[erlang-questions] Issues with stdin on ports
Richard A. O'Keefe
ok@REDACTED
Tue Jul 30 07:44:34 CEST 2013
On 29/07/2013, at 8:20 PM, Anthony Grimes wrote:
> Yeah, re-reading your post a couple of times, I think we might be on the wrong page or something. Here is a low level example of what I'd like to be able to do in Erlang. This is a Clojure repl session where I interact with the 'cat' program via the built in Java Process library:
>
> user=> (def proc (.exec (Runtime/getRuntime) (into-array String ["cat"])))
> #'user/proc
> user=> (def stdin (.getOutputStream proc))
> #'user/stdin
> user=> (def stdout (.getInputStream proc))
I have some trouble reading Clojure. I don't know what the dots are.
Hazarding a guess,
This is *PRECISELY* the "Hello, deadlock!"
kind of buggy stuff that the C interface was designed
to *not* let you write.
> Lots of unix programs work like this.
> We have cat in this example, but grep, wc, and various others work like that as well. It is this easy or easier to do the same thing in every other language I can think of.
Actually, NO. You are talking about "filters" here,
and filters are designed to be connected into ***ACYCLIC*** networks.
> If it's fundamentally a bad thing, I'm surprised these programs work like that in the first place and that these languages support this.
The programs do NOT work the way you think they do.
A filter reads from its standard input.
It writes to its standard output.
If it could have emotions, it would view the prospect
of those two being the *same* thing with shuddering dread.
(Except of course, when the thing is the terminal. The
user is assumed to be capable of infinite buffering.)
Erlang is perfectly happy to be connected to an ACYCLIC network
of pipe-linked processes too.
> It seems to be an entirely common place, basic feature any remotely high level programming language.
Actually, no. The ability to connect to the standard input *AND* the standard
output of the *same* process is *not* a commonplace feature of high level
programming languages (some do, some don't) because unless you code with
extreme (and to a certain extent, non-portable) care, you end up in deadlock land.
Only if one of the programs is absolutely guaranteed to write a tiny
amount of information -- at most one PIPE_BUF worth, do you have
any shadow of a trace of a right to expect it to work.
If you don't believe me, believe the Java documentation,
where the page for java.lang.Process says
All [the new process's] standard io (i.e. stdin, stdout, stderr)
operations will be redirected to the parent process through
three streams (getOutputStream(), getInputStream(),
getErrorStream()). The parent process uses these streams to feed input to and get output from the subprocess.
>>>>>> Because some native platforms only provide limited buffer size
>>>>>> for standard input and output streams, failure to promptly
>>>>>> write the input stream or read the output stream of the
>>>>>> subprocess may cause the subprocess to block, and even deadlock.
The POSIX guarantee for PIPE_BUF is just 512 bytes.
That is, should the parent process write 513 bytes to the child,
and the child write 513 bytes to the parent,
hello deadlock!
Like I said, connecting to *both* ends of a command through pipes
is something to anticipate with shuddering dread. It is *not* a
standard feature to be used lightly.
I can't find anything about external processes in the Haskell 2010
report. System.Process
http://www.haskell.org/ghc/docs/7.4-latest/html/libraries/process-1.1.0.1/System-Process.html
isn't mentioned in Haskell 2010. I am actually pretty shocked that
the documentation doesn't mention the deadlock problem.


- [Your goal]: Every line below that includes "socks" counts toward the total. Report that total alone.

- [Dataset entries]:
◇ ◇ ◇ ◇ ◇ ◇ ◇

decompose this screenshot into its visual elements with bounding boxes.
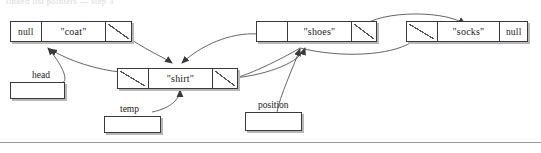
node-shoes-prev-cell[interactable]	[257, 22, 287, 41]
diagram-canvas: linked list pointers — step 3	[0, 0, 541, 153]
node-coat-value: "coat"	[60, 26, 86, 37]
node-socks-next-label: null	[506, 27, 522, 37]
node-shirt-prev-cell[interactable]	[118, 69, 148, 88]
node-shoes-next-cell[interactable]	[351, 22, 376, 41]
list-node-socks[interactable]: "socks" null	[406, 21, 528, 42]
node-socks-prev-cell[interactable]	[407, 22, 437, 41]
arrow-socks-prev-to-shoes	[300, 42, 412, 54]
variable-box-position[interactable]	[245, 112, 302, 131]
variable-box-temp[interactable]	[104, 116, 161, 133]
clipped-top-caption: linked list pointers — step 3	[6, 0, 114, 6]
node-coat-prev-cell[interactable]: null	[11, 22, 41, 41]
node-coat-next-cell[interactable]	[105, 22, 131, 41]
node-shirt-value: "shirt"	[167, 73, 194, 84]
list-node-coat[interactable]: null "coat"	[10, 21, 132, 42]
node-shirt-next-cell[interactable]	[212, 69, 237, 88]
arrow-shirt-prev-to-coat	[50, 49, 120, 72]
arrow-shoes-prev-to-shirt	[182, 34, 258, 63]
node-socks-next-cell[interactable]: null	[499, 22, 527, 41]
list-node-shirt[interactable]: "shirt"	[117, 68, 238, 89]
node-coat-value-cell: "coat"	[41, 22, 106, 41]
node-shoes-value-cell: "shoes"	[287, 22, 352, 41]
node-shoes-value: "shoes"	[304, 26, 336, 37]
node-socks-value-cell: "socks"	[437, 22, 500, 41]
variable-label-head: head	[32, 70, 50, 80]
variable-box-head[interactable]	[10, 82, 65, 99]
variable-label-temp: temp	[120, 104, 139, 114]
arrow-coat-next-to-shirt	[132, 40, 172, 63]
arrow-temp-to-shirt	[152, 90, 180, 112]
node-shirt-value-cell: "shirt"	[148, 69, 213, 88]
list-node-shoes[interactable]: "shoes"	[256, 21, 377, 42]
bottom-divider	[0, 142, 541, 143]
variable-label-position: position	[258, 100, 289, 110]
node-coat-prev-label: null	[18, 27, 34, 37]
node-socks-value: "socks"	[453, 26, 485, 37]
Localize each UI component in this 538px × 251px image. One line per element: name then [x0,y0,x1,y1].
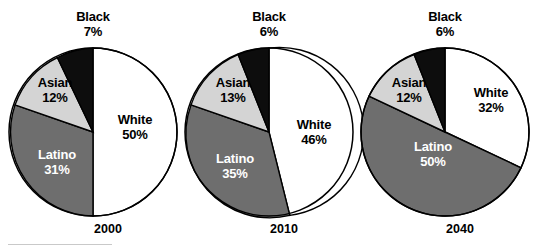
callout-black-2040: Black 6% [408,10,482,39]
value-latino-2040: 50% [398,155,468,170]
pie-chart-figure: Black 7% Asian 12% Latino 31% White 50% … [0,0,538,251]
label-latino-2040: Latino [398,140,468,155]
callout-white-2040: White 32% [460,86,522,115]
label-white-2040: White [460,86,522,101]
label-black-2040: Black [408,10,482,25]
pie-slices-2040 [361,48,529,216]
year-label-2040: 2040 [434,222,486,236]
footer-divider-rule [8,244,112,245]
value-black-2040: 6% [408,25,482,40]
value-asian-2040: 12% [378,91,440,106]
value-white-2040: 32% [460,101,522,116]
callout-latino-2040: Latino 50% [398,140,468,169]
callout-asian-2040: Asian 12% [378,76,440,105]
label-asian-2040: Asian [378,76,440,91]
pie-chart-2040: Black 6% Asian 12% Latino 50% White 32% … [0,0,538,251]
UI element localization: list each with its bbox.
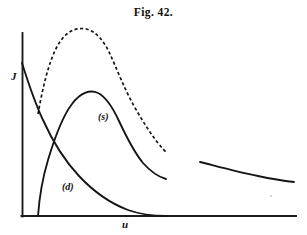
x-axis-label: u xyxy=(122,218,128,230)
series-d-label: (d) xyxy=(62,181,74,193)
y-axis-label: J xyxy=(10,70,17,82)
plot-canvas: J u (s) (d) xyxy=(0,0,307,235)
series-s-label: (s) xyxy=(98,111,109,123)
scan-speck-icon xyxy=(270,195,271,196)
tail-curve-segment xyxy=(200,162,294,182)
figure-container: Fig. 42. J u (s) (d) xyxy=(0,0,307,235)
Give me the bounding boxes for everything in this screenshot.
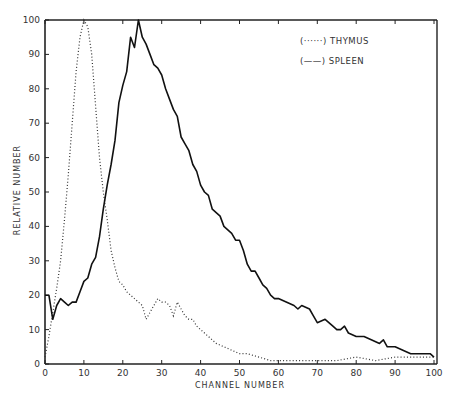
x-tick-label: 100: [425, 368, 442, 378]
legend-item-thymus: (······) THYMUS: [300, 36, 369, 46]
x-tick-label: 90: [389, 368, 401, 378]
y-tick-label: 90: [29, 49, 41, 59]
x-tick-label: 50: [234, 368, 246, 378]
y-tick-label: 50: [29, 187, 41, 197]
plot-frame: [45, 20, 437, 364]
y-tick-label: 80: [29, 84, 41, 94]
y-tick-label: 30: [29, 256, 41, 266]
thymus-series-line: [45, 20, 434, 361]
x-tick-label: 20: [117, 368, 129, 378]
y-tick-label: 70: [29, 118, 41, 128]
x-tick-label: 10: [78, 368, 90, 378]
spleen-series-line: [45, 20, 434, 357]
legend: (······) THYMUS (——) SPLEEN: [300, 36, 369, 66]
y-axis-title: RELATIVE NUMBER: [13, 145, 22, 235]
y-tick-label: 10: [29, 325, 41, 335]
line-chart: 0102030405060708090100 01020304050607080…: [0, 0, 452, 393]
y-tick-label: 60: [29, 153, 41, 163]
x-tick-label: 80: [350, 368, 362, 378]
y-tick-label: 40: [29, 221, 41, 231]
x-tick-label: 30: [156, 368, 168, 378]
x-tick-label: 60: [273, 368, 285, 378]
legend-item-spleen: (——) SPLEEN: [300, 56, 364, 66]
x-axis-title: CHANNEL NUMBER: [195, 381, 285, 390]
x-axis: 0102030405060708090100: [42, 20, 443, 378]
y-tick-label: 20: [29, 290, 41, 300]
x-tick-label: 40: [195, 368, 207, 378]
y-tick-label: 100: [23, 15, 40, 25]
x-tick-label: 0: [42, 368, 48, 378]
y-tick-label: 0: [34, 359, 40, 369]
x-tick-label: 70: [312, 368, 324, 378]
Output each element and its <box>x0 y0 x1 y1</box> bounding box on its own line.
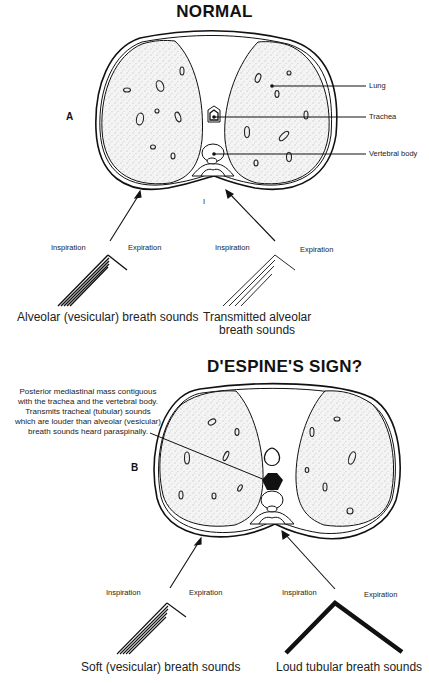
graph-b-tubular <box>286 603 402 653</box>
graph-b-right-expiration: Expiration <box>364 590 397 599</box>
graph-b-left-expiration: Expiration <box>189 588 222 597</box>
figure-b-cross-section <box>0 0 429 683</box>
mediastinal-mass <box>262 473 283 490</box>
graph-b-right-inspiration: Inspiration <box>282 588 317 597</box>
graph-b-left-inspiration: Inspiration <box>106 588 141 597</box>
graph-b-left-caption: Soft (vesicular) breath sounds <box>81 660 240 674</box>
graph-b-right-caption: Loud tubular breath sounds <box>276 660 422 674</box>
trachea-b <box>264 448 279 466</box>
graph-b-vesicular <box>117 603 186 654</box>
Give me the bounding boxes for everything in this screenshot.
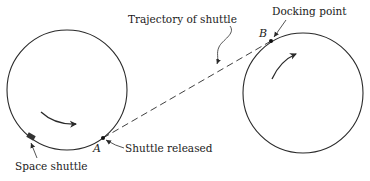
left-rotation-arrow-icon [41, 112, 76, 124]
cutoff-text-remnant [110, 0, 370, 2]
space-shuttle-label: Space shuttle [15, 161, 88, 172]
point-a-dot [101, 136, 105, 140]
docking-point-label: Docking point [272, 6, 347, 17]
point-a-label: A [93, 143, 101, 154]
shuttle-released-leader-arrow [106, 140, 124, 148]
point-b-dot [269, 39, 273, 43]
trajectory-dashed-line [103, 41, 271, 138]
right-orbit-circle [243, 33, 363, 153]
point-b-label: B [259, 28, 267, 39]
space-shuttle-leader-arrow [31, 143, 37, 158]
right-rotation-arrow-icon [272, 54, 296, 79]
left-orbit-circle [7, 30, 127, 150]
shuttle-released-label: Shuttle released [125, 143, 212, 154]
space-shuttle-icon [26, 132, 35, 140]
trajectory-leader-arrow [217, 26, 231, 64]
docking-point-leader-arrow [274, 20, 286, 37]
trajectory-label: Trajectory of shuttle [128, 14, 237, 25]
diagram-canvas: Trajectory of shuttle Docking point B A … [0, 0, 370, 181]
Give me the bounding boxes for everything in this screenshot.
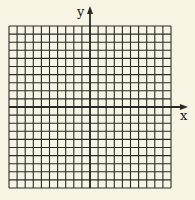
coordinate-grid [0,0,195,200]
y-axis-arrow-icon [87,6,93,14]
x-axis-label: x [180,109,187,122]
y-axis-label: y [77,5,84,18]
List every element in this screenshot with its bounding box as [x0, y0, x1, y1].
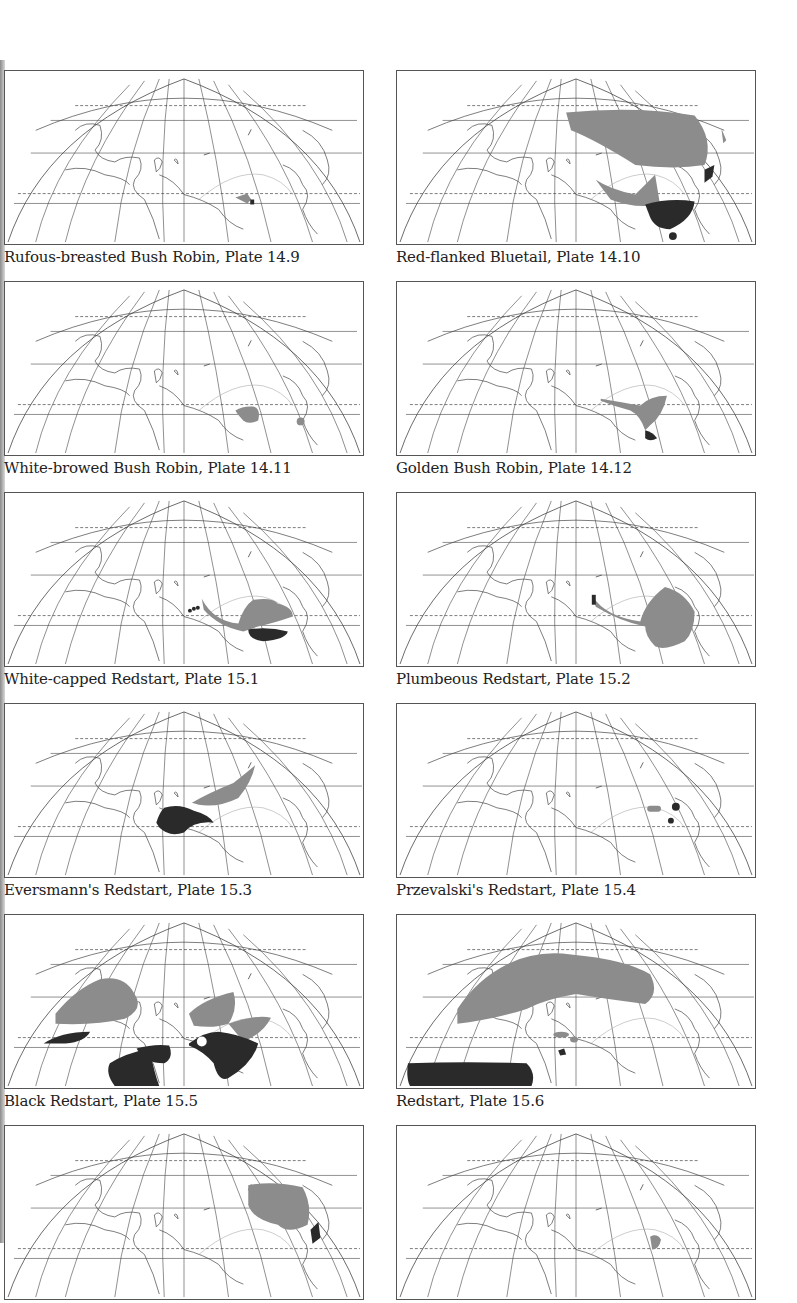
- range-map: [396, 1125, 756, 1300]
- range-map: [396, 492, 756, 667]
- map-caption: Black Redstart, Plate 15.5: [4, 1092, 366, 1110]
- range-map-card: White-browed Bush Robin, Plate 14.11: [4, 281, 366, 477]
- range-map: [4, 703, 364, 878]
- range-map: [4, 492, 364, 667]
- range-map: [396, 703, 756, 878]
- map-caption: Eversmann's Redstart, Plate 15.3: [4, 881, 366, 899]
- range-map-card: White-capped Redstart, Plate 15.1: [4, 492, 366, 688]
- range-map: [4, 914, 364, 1089]
- map-caption: White-capped Redstart, Plate 15.1: [4, 670, 366, 688]
- range-map-card: Eversmann's Redstart, Plate 15.3: [4, 703, 366, 899]
- map-caption: Red-flanked Bluetail, Plate 14.10: [396, 248, 758, 266]
- range-map-card: Red-flanked Bluetail, Plate 14.10: [396, 70, 758, 266]
- range-map: [4, 281, 364, 456]
- map-caption: Przevalski's Redstart, Plate 15.4: [396, 881, 758, 899]
- range-map: [4, 1125, 364, 1300]
- range-map-card: Black Redstart, Plate 15.5: [4, 914, 366, 1110]
- range-map: [4, 70, 364, 245]
- map-caption: Golden Bush Robin, Plate 14.12: [396, 459, 758, 477]
- map-caption: Plumbeous Redstart, Plate 15.2: [396, 670, 758, 688]
- map-caption: Rufous-breasted Bush Robin, Plate 14.9: [4, 248, 366, 266]
- range-map: [396, 914, 756, 1089]
- range-map: [396, 281, 756, 456]
- range-map-card: Plumbeous Redstart, Plate 15.2: [396, 492, 758, 688]
- range-map-card: Redstart, Plate 15.6: [396, 914, 758, 1110]
- map-caption: White-browed Bush Robin, Plate 14.11: [4, 459, 366, 477]
- range-map-card: Przevalski's Redstart, Plate 15.4: [396, 703, 758, 899]
- range-map-card: [396, 1125, 758, 1303]
- range-map-card: Golden Bush Robin, Plate 14.12: [396, 281, 758, 477]
- range-map: [396, 70, 756, 245]
- map-caption: Redstart, Plate 15.6: [396, 1092, 758, 1110]
- range-map-card: [4, 1125, 366, 1303]
- range-map-card: Rufous-breasted Bush Robin, Plate 14.9: [4, 70, 366, 266]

◇ ◇ ◇ ◇ ◇ ◇ ◇

- [Task result]: 7